Shira Avni

Canadian animation filmmaker Shira Avni has been creating animated shorts with the National Film Board of Canada since 1997, and loves her teaching job as Assistant Professor of Film Animation at Concordia University.

Her current research explores the intersection of disability, identity and independence through a combination of animation and documentary media and collaborative, community-based animation films. Avni’s films address questions of disability and social justice in ways that gently break down the viewer’s habitual barriers. Her studio practice involves photography as well as clay-on-glass animation and painting, back-lit to create the shimmering effect of stained glass in motion. Presented in a cinema or darkened gallery space, the work engages the spectator in a highly personal, emotionally cathartic experience.

Her films, such as Tying Your Own Shoes (2009), John and Michael (2005), and From Far Away (2000) have garnered over 30 grants and awards, including the prestigious DOK Leipzig Golden Dove and the NHK Japan Prize, and have screened in over 100 festivals worldwide, as well as on CBC, PBS, CTV, and TV5 television networks.

Petra’s Poem (2012), filmed in stereoscopic 3D, follows Toronto artist Petra Tolley as she performs a candid soliloquy about what it feels like to be “in the middle.” Petra, who has Down Syndrome, draws from her emotional experiences of living and working in the flux between societal order and personal chaos to produce a distinctive take on the social self.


### What to produce
Starting from the line in which "What data populates" appears, set down each line exactly through the end of the listing, and nothing else. Leave out pictures.

(Exercise materials Opens)

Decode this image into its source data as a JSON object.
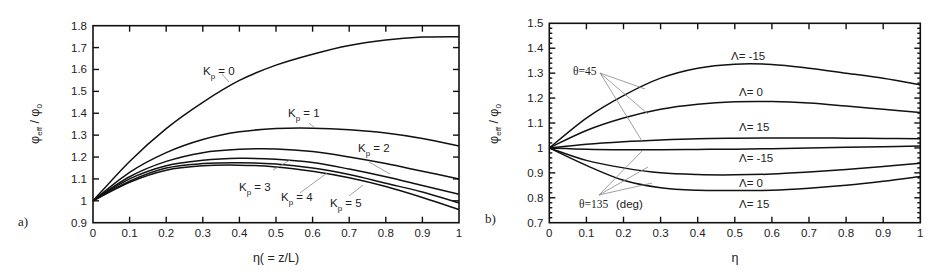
{
  "chart_data": [
    {
      "type": "line",
      "panel_label": "a)",
      "title": "",
      "xlabel": "η( = z/L)",
      "ylabel": "φeff / φ0",
      "xlim": [
        0,
        1
      ],
      "ylim": [
        0.9,
        1.8
      ],
      "xticks": [
        "0",
        "0.1",
        "0.2",
        "0.3",
        "0.4",
        "0.5",
        "0.6",
        "0.7",
        "0.8",
        "0.9",
        "1"
      ],
      "yticks": [
        "0.9",
        "1",
        "1.1",
        "1.2",
        "1.3",
        "1.4",
        "1.5",
        "1.6",
        "1.7",
        "1.8"
      ],
      "grid": false,
      "legend": "inline annotations",
      "x": [
        0,
        0.1,
        0.2,
        0.3,
        0.4,
        0.5,
        0.6,
        0.7,
        0.8,
        0.9,
        1.0
      ],
      "series": [
        {
          "name": "Kp = 0",
          "values": [
            1.0,
            1.18,
            1.33,
            1.45,
            1.55,
            1.62,
            1.67,
            1.71,
            1.735,
            1.748,
            1.75
          ]
        },
        {
          "name": "Kp = 1",
          "values": [
            1.0,
            1.13,
            1.22,
            1.28,
            1.315,
            1.33,
            1.332,
            1.325,
            1.31,
            1.285,
            1.25
          ]
        },
        {
          "name": "Kp = 2",
          "values": [
            1.0,
            1.11,
            1.18,
            1.22,
            1.235,
            1.237,
            1.225,
            1.2,
            1.17,
            1.135,
            1.1
          ]
        },
        {
          "name": "Kp = 3",
          "values": [
            1.0,
            1.1,
            1.16,
            1.185,
            1.194,
            1.19,
            1.175,
            1.145,
            1.11,
            1.07,
            1.03
          ]
        },
        {
          "name": "Kp = 4",
          "values": [
            1.0,
            1.09,
            1.15,
            1.17,
            1.174,
            1.168,
            1.15,
            1.12,
            1.08,
            1.04,
            0.99
          ]
        },
        {
          "name": "Kp = 5",
          "values": [
            1.0,
            1.085,
            1.14,
            1.16,
            1.163,
            1.155,
            1.135,
            1.105,
            1.065,
            1.015,
            0.96
          ]
        }
      ],
      "annotations": [
        {
          "text": "K",
          "sub": "p",
          "rest": " = 0"
        },
        {
          "text": "K",
          "sub": "p",
          "rest": " = 1"
        },
        {
          "text": "K",
          "sub": "p",
          "rest": " = 2"
        },
        {
          "text": "K",
          "sub": "p",
          "rest": " = 3"
        },
        {
          "text": "K",
          "sub": "p",
          "rest": " = 4"
        },
        {
          "text": "K",
          "sub": "p",
          "rest": " = 5"
        }
      ]
    },
    {
      "type": "line",
      "panel_label": "b)",
      "title": "",
      "xlabel": "η",
      "ylabel": "φeff / φ0",
      "xlim": [
        0,
        1
      ],
      "ylim": [
        0.7,
        1.5
      ],
      "xticks": [
        "0",
        "0.1",
        "0.2",
        "0.3",
        "0.4",
        "0.5",
        "0.6",
        "0.7",
        "0.8",
        "0.9",
        "1"
      ],
      "yticks": [
        "0.7",
        "0.8",
        "0.9",
        "1",
        "1.1",
        "1.2",
        "1.3",
        "1.4",
        "1.5"
      ],
      "grid": false,
      "legend": "inline annotations",
      "x": [
        0,
        0.1,
        0.2,
        0.3,
        0.4,
        0.5,
        0.6,
        0.7,
        0.8,
        0.9,
        1.0
      ],
      "series": [
        {
          "name": "θ=45, Λ= -15",
          "values": [
            1.0,
            1.12,
            1.21,
            1.28,
            1.32,
            1.336,
            1.335,
            1.32,
            1.3,
            1.28,
            1.253
          ]
        },
        {
          "name": "θ=45, Λ= 0",
          "values": [
            1.0,
            1.07,
            1.12,
            1.155,
            1.175,
            1.185,
            1.186,
            1.18,
            1.168,
            1.155,
            1.142
          ]
        },
        {
          "name": "θ=45, Λ= 15",
          "values": [
            1.0,
            1.015,
            1.025,
            1.032,
            1.037,
            1.039,
            1.04,
            1.04,
            1.039,
            1.038,
            1.037
          ]
        },
        {
          "name": "θ=135, Λ= -15",
          "values": [
            1.0,
            0.995,
            0.993,
            0.993,
            0.994,
            0.995,
            0.997,
            1.0,
            1.003,
            1.005,
            1.008
          ]
        },
        {
          "name": "θ=135, Λ= 0",
          "values": [
            1.0,
            0.95,
            0.92,
            0.9,
            0.893,
            0.892,
            0.895,
            0.903,
            0.913,
            0.925,
            0.939
          ]
        },
        {
          "name": "θ=135, Λ= 15",
          "values": [
            1.0,
            0.93,
            0.87,
            0.84,
            0.83,
            0.829,
            0.83,
            0.838,
            0.85,
            0.866,
            0.885
          ]
        }
      ],
      "annotations": [
        {
          "text": "Λ=  -15"
        },
        {
          "text": "Λ=  0"
        },
        {
          "text": "Λ=  15"
        },
        {
          "text": "Λ=  -15"
        },
        {
          "text": "Λ=  0"
        },
        {
          "text": "Λ=  15"
        },
        {
          "text": "θ=45"
        },
        {
          "text": "θ=135"
        },
        {
          "text": "(deg)"
        }
      ]
    }
  ]
}
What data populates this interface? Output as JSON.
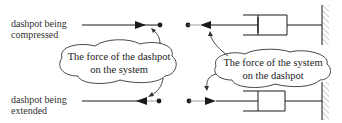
{
  "labels": {
    "top_row": "dashpot being compressed",
    "top_row_lines": [
      "dashpot being",
      "compressed"
    ],
    "bottom_row": "dashpot being extended",
    "bottom_row_lines": [
      "dashpot being",
      "extended"
    ]
  },
  "callouts": {
    "left": {
      "lines": [
        "The force of the dashpot",
        "on the system"
      ]
    },
    "right": {
      "lines": [
        "The force of the system",
        "on the dashpot"
      ]
    }
  },
  "colors": {
    "line": "#1a1a1a",
    "hatch": "#999999",
    "text": "#222222"
  }
}
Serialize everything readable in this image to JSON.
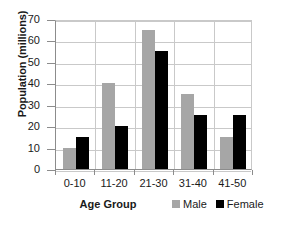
{
  "chart_data": {
    "type": "bar",
    "title": "",
    "xlabel": "Age Group",
    "ylabel": "Population (millions)",
    "categories": [
      "0-10",
      "11-20",
      "21-30",
      "31-40",
      "41-50"
    ],
    "series": [
      {
        "name": "Male",
        "color": "#a6a6a6",
        "values": [
          10,
          40,
          65,
          35,
          15
        ]
      },
      {
        "name": "Female",
        "color": "#000000",
        "values": [
          15,
          20,
          55,
          25,
          25
        ]
      }
    ],
    "ylim": [
      0,
      70
    ],
    "ytick_values": [
      0,
      10,
      20,
      30,
      40,
      50,
      60,
      70
    ],
    "ytick_labels": [
      "0",
      "10",
      "20",
      "30",
      "40",
      "50",
      "60",
      "70"
    ],
    "grid": "horizontal-and-category-separators",
    "legend_position": "bottom-right",
    "legend": [
      "Male",
      "Female"
    ]
  }
}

(Exercise materials Closes)

### Output
What data populates this interface? Output as JSON.
{
  "labels": {
    "top_row": "dashpot being compressed",
    "top_row_lines": [
      "dashpot being",
      "compressed"
    ],
    "bottom_row": "dashpot being extended",
    "bottom_row_lines": [
      "dashpot being",
      "extended"
    ]
  },
  "callouts": {
    "left": {
      "lines": [
        "The force of the dashpot",
        "on the system"
      ]
    },
    "right": {
      "lines": [
        "The force of the system",
        "on the dashpot"
      ]
    }
  },
  "colors": {
    "line": "#1a1a1a",
    "hatch": "#999999",
    "text": "#222222"
  }
}
Serialize everything readable in this image to JSON.
{
  "chart_data": {
    "type": "bar",
    "title": "",
    "xlabel": "Age Group",
    "ylabel": "Population (millions)",
    "categories": [
      "0-10",
      "11-20",
      "21-30",
      "31-40",
      "41-50"
    ],
    "series": [
      {
        "name": "Male",
        "color": "#a6a6a6",
        "values": [
          10,
          40,
          65,
          35,
          15
        ]
      },
      {
        "name": "Female",
        "color": "#000000",
        "values": [
          15,
          20,
          55,
          25,
          25
        ]
      }
    ],
    "ylim": [
      0,
      70
    ],
    "ytick_values": [
      0,
      10,
      20,
      30,
      40,
      50,
      60,
      70
    ],
    "ytick_labels": [
      "0",
      "10",
      "20",
      "30",
      "40",
      "50",
      "60",
      "70"
    ],
    "grid": "horizontal-and-category-separators",
    "legend_position": "bottom-right",
    "legend": [
      "Male",
      "Female"
    ]
  }
}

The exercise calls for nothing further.